Reviews
"Dormen's stories are often delightfully, crushingly funny..."
— Alex Kuczynski, New York Times Book Review
"...Following Grace through the maze of midlife and youth, as she tangles with her vivacious mother, long-absconded father, and others, is a journey that is smack-your-forehead familiar, and so crazily funny you could cry."
— O, The Oprah Magazine
"Virginia Woolf meets Candace Bushnell in these funny, beautifully written linked stories of one woman's struggle to get through the business of ordinary life."
— Elle
"...what is wonderful in these stories: Grace's cracker jack voice and canny point of view.... 'Then I described a man not unlike the man I was then dating, my future husband, a man who thought tired was a feeling.' As I calculate the weight of most current fiction, this sentence tips the scales."
— Boston Globe
"Dormen's story circles around a pinhole of trauma so dark that the best Grace can do is desperately dance around it for the rest of her life...Best of all, however, Dormen is just fun to read."
— Montreal Mirror
"...Dormen's narrator takes plenty of knocks, making the happiness she finds all the sweeter."
— Publishers Weekly
"[These stories] read like the best kind of personal essays: dispatches from the (not all bad) front."
— More Magazine
"...alternately bittersweet and slyly funny..."
— Good Housekeeping
"This collection of elegantly linked stories traces one woman's experiences with love, loss, and finding her place in the world..."
— AARP Magazine
"Grace is inquisitive, clever, sublimely compulsive, and owns an inherent loneliness that... doesn't come across as trivialized or steeped in self-pity... Emerging writer Dormen's engaging fiction moves at a fluid pace with an equally affecting sense of poignancy and humor."

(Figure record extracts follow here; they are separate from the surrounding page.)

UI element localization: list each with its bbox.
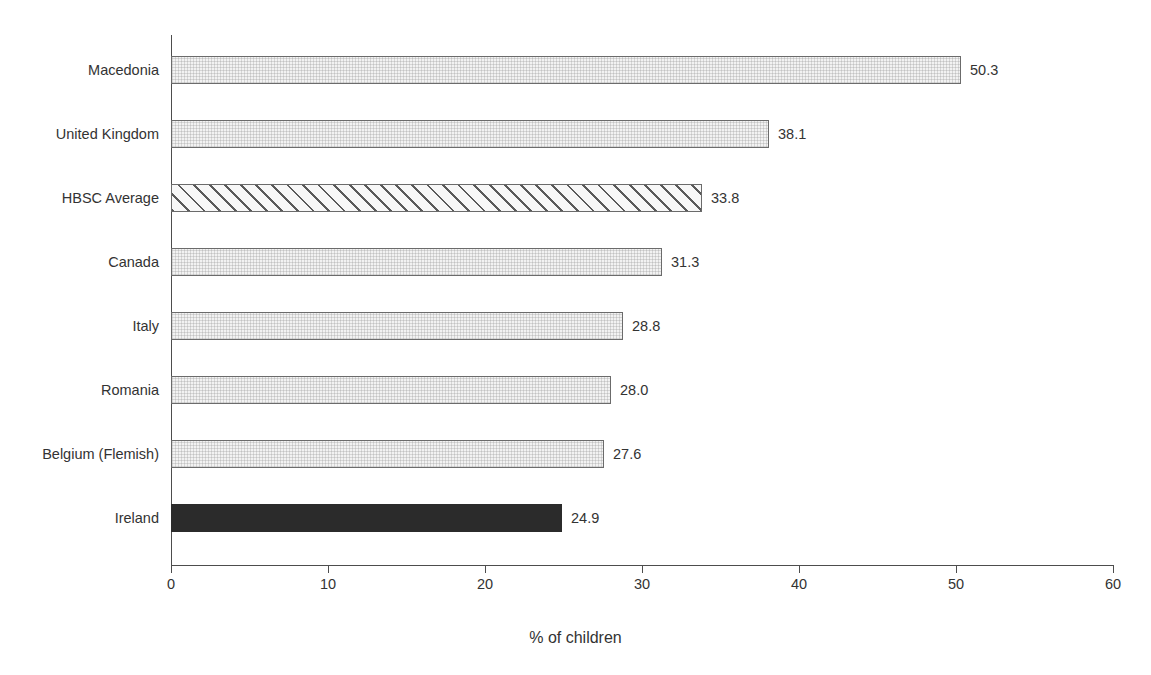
bar-row: Romania28.0 — [0, 376, 1151, 404]
x-tick-label: 60 — [1105, 576, 1121, 592]
bar-value-label: 38.1 — [778, 120, 806, 148]
bar-value-label: 28.8 — [632, 312, 660, 340]
x-tick-label: 50 — [948, 576, 964, 592]
y-axis-line — [171, 35, 172, 566]
x-tick-label: 20 — [477, 576, 493, 592]
bar-value-label: 28.0 — [620, 376, 648, 404]
bar-value-label: 33.8 — [711, 184, 739, 212]
bar-row: HBSC Average33.8 — [0, 184, 1151, 212]
x-tick-label: 30 — [634, 576, 650, 592]
bar-row: Ireland24.9 — [0, 504, 1151, 532]
bar-macedonia — [171, 56, 961, 84]
x-tick-mark — [171, 566, 172, 573]
x-tick-mark — [1113, 566, 1114, 573]
bar-belgium-flemish — [171, 440, 604, 468]
bar-value-label: 31.3 — [671, 248, 699, 276]
bar-value-label: 24.9 — [571, 504, 599, 532]
category-label: United Kingdom — [56, 120, 159, 148]
category-label: Belgium (Flemish) — [42, 440, 159, 468]
x-tick-label: 0 — [167, 576, 175, 592]
x-tick-mark — [485, 566, 486, 573]
bar-ireland — [171, 504, 562, 532]
x-tick-mark — [956, 566, 957, 573]
x-tick-label: 40 — [791, 576, 807, 592]
category-label: Macedonia — [88, 56, 159, 84]
bar-romania — [171, 376, 611, 404]
bar-united-kingdom — [171, 120, 769, 148]
bar-row: Macedonia50.3 — [0, 56, 1151, 84]
bar-hbsc-average — [171, 184, 702, 212]
x-tick-label: 10 — [320, 576, 336, 592]
category-label: Ireland — [115, 504, 159, 532]
bar-row: Canada31.3 — [0, 248, 1151, 276]
category-label: HBSC Average — [62, 184, 159, 212]
x-axis-title: % of children — [0, 629, 1151, 647]
bar-row: United Kingdom38.1 — [0, 120, 1151, 148]
category-label: Romania — [101, 376, 159, 404]
bar-row: Belgium (Flemish)27.6 — [0, 440, 1151, 468]
category-label: Canada — [108, 248, 159, 276]
x-tick-mark — [328, 566, 329, 573]
x-tick-mark — [799, 566, 800, 573]
bar-value-label: 50.3 — [970, 56, 998, 84]
bar-canada — [171, 248, 662, 276]
bar-chart: Macedonia50.3United Kingdom38.1HBSC Aver… — [0, 0, 1151, 675]
bar-row: Italy28.8 — [0, 312, 1151, 340]
chart-title-remnant — [170, 0, 185, 8]
category-label: Italy — [132, 312, 159, 340]
bar-italy — [171, 312, 623, 340]
x-tick-mark — [642, 566, 643, 573]
bar-value-label: 27.6 — [613, 440, 641, 468]
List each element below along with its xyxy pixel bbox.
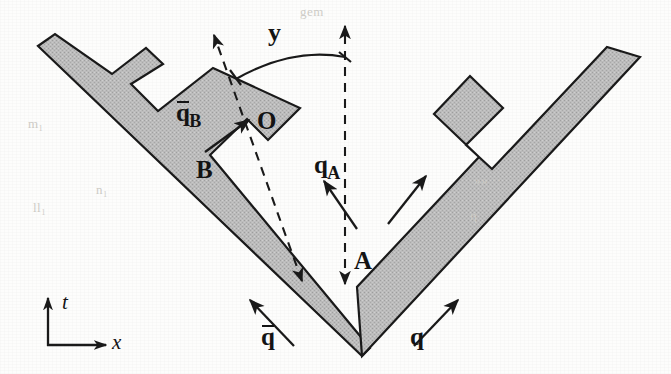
arrow-q-A xyxy=(324,181,357,229)
label-q-right: q xyxy=(410,324,424,349)
label-point-O: O xyxy=(257,108,276,133)
angle-arc-group xyxy=(230,52,351,85)
left-band-group xyxy=(38,34,370,356)
left-band-shape xyxy=(38,34,370,356)
right-band-group xyxy=(357,47,640,356)
label-angle-y: y xyxy=(268,20,281,46)
label-axis-t: t xyxy=(62,292,68,313)
q-bar-left-glyph: q xyxy=(261,324,275,349)
q-bar-B-subscript: B xyxy=(189,111,201,131)
label-point-B: B xyxy=(196,157,213,182)
spacetime-diagram xyxy=(0,0,671,374)
label-q-bar-B: qB xyxy=(176,100,201,130)
q-A-subscript: A xyxy=(327,163,340,183)
axis-key-group xyxy=(47,298,106,346)
label-q-A: qA xyxy=(314,152,340,182)
label-axis-x: x xyxy=(112,332,121,353)
figure-canvas: gem m₁ ll₁ n₁ »» ·· η y O B A qB qA q q … xyxy=(0,0,671,374)
arrow-q-A-partner xyxy=(388,176,426,224)
angle-arc-y xyxy=(236,55,345,79)
label-q-bar-left: q xyxy=(261,324,275,349)
right-band-shape xyxy=(357,47,640,356)
q-A-glyph: q xyxy=(314,151,328,178)
label-point-A: A xyxy=(354,248,372,273)
q-bar-B-glyph: q xyxy=(176,100,190,125)
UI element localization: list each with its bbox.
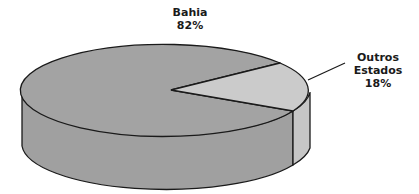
outros-label: Outros Estados 18% (340, 51, 416, 90)
outros-name-line1: Outros (340, 51, 416, 64)
outros-name-line2: Estados (340, 64, 416, 77)
bahia-label: Bahia 82% (150, 6, 230, 32)
bahia-value: 82% (150, 19, 230, 32)
bahia-name: Bahia (150, 6, 230, 19)
outros-value: 18% (340, 77, 416, 90)
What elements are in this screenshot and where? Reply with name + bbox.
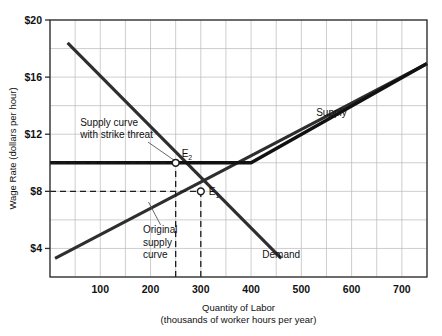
- y-tick-label: $8: [30, 185, 42, 197]
- curve-label-demand: Demand: [262, 249, 300, 260]
- x-tick-label: 400: [242, 283, 260, 295]
- x-tick-label: 500: [293, 283, 311, 295]
- annotation-line: supply: [143, 237, 172, 248]
- x-axis-title: Quantity of Labor: [202, 302, 275, 313]
- y-axis-title: Wage Rate (dollars per hour): [7, 87, 18, 209]
- annotation-line: Original: [143, 224, 177, 235]
- x-tick-label: 200: [142, 283, 160, 295]
- curve-label-supply: Supply: [316, 107, 347, 118]
- supply-demand-chart: DemandSupply 100200300400500600700$4$8$1…: [0, 0, 442, 336]
- annotation-line: Supply curve: [80, 117, 138, 128]
- y-tick-label: $20: [24, 14, 42, 26]
- x-axis-subtitle: (thousands of worker hours per year): [161, 314, 317, 325]
- x-tick-label: 600: [343, 283, 361, 295]
- x-tick-label: 300: [192, 283, 210, 295]
- annotation-line: curve: [143, 249, 168, 260]
- equilibrium-marker: [197, 188, 204, 195]
- y-tick-label: $12: [24, 128, 42, 140]
- x-tick-label: 700: [393, 283, 411, 295]
- equilibrium-marker: [172, 159, 179, 166]
- annotation-line: with strike threat: [79, 129, 153, 140]
- x-tick-label: 100: [92, 283, 110, 295]
- chart-background: [0, 0, 442, 336]
- y-tick-label: $4: [30, 242, 42, 254]
- y-tick-label: $16: [24, 71, 42, 83]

— Leah Strauss for Booklist
"Lesley Dormen's funny, bittersweet tale is the knowing portrait of a particular yet archetypal modern woman caught between the demands of her family and her personal ambitions. What captivated me most, however, was the shadow portrait in these pages: a fine cameo of millennial New York, rendered with the same sly, satiric affection that Steve Martin lavished on Los Angeles in Shopgirl."

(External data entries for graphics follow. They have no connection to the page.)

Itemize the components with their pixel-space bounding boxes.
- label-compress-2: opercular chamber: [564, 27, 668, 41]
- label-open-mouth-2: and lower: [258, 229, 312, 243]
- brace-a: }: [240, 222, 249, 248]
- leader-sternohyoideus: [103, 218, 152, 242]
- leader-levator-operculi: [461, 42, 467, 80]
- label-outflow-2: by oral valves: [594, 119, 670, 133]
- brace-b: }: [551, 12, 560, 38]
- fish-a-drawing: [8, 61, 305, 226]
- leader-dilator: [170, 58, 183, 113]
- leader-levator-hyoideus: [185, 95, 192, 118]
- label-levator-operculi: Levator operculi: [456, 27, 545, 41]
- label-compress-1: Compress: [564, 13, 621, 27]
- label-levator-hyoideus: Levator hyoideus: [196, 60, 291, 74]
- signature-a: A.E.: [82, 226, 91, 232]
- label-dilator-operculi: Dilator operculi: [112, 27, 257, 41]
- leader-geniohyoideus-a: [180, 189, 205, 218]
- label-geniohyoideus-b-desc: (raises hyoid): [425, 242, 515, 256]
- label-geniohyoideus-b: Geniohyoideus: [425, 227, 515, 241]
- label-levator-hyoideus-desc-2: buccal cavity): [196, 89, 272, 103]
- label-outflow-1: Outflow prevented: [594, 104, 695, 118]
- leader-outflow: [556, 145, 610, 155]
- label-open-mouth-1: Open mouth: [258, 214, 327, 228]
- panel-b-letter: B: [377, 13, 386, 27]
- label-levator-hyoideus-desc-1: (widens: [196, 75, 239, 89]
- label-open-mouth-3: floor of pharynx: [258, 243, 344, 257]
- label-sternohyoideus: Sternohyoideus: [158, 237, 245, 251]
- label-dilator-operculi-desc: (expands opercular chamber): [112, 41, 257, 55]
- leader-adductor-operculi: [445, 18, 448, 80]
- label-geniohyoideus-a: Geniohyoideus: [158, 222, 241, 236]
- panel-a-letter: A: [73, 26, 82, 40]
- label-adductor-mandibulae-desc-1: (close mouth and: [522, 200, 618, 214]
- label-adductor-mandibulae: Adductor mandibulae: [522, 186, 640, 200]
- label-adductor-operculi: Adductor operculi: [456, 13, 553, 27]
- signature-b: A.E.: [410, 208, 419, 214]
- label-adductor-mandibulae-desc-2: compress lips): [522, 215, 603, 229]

— Julia Glass, author of Three Junes and The Whole World Over
"Whether she's spending Thanksgiving in Rome watching reruns of the Kennedy assassination, trying to talk her mother out of her face-lift fund so she can pay down her credit card debt, interviewing marriage counselors in Starbucks, or trying to outsmart her larcenous housekeeper, Grace Hanford's life makes perfect postmodern sense. The Best Place to Be is smart, funny, and completely delightful; it's going to make a lot of readers very happy."
— Kathryn Harrison, author of Envy and The Kiss
"The Best Place to Be is a terrific debut. Smart, funny, wise, and altogether heartening. These linked stories read like dispatches from the front of modern womanhood. Lesley Dormen has crafted this book so carefully and elegantly that you might not notice how beautifully it's written. Notice. She's the real deal."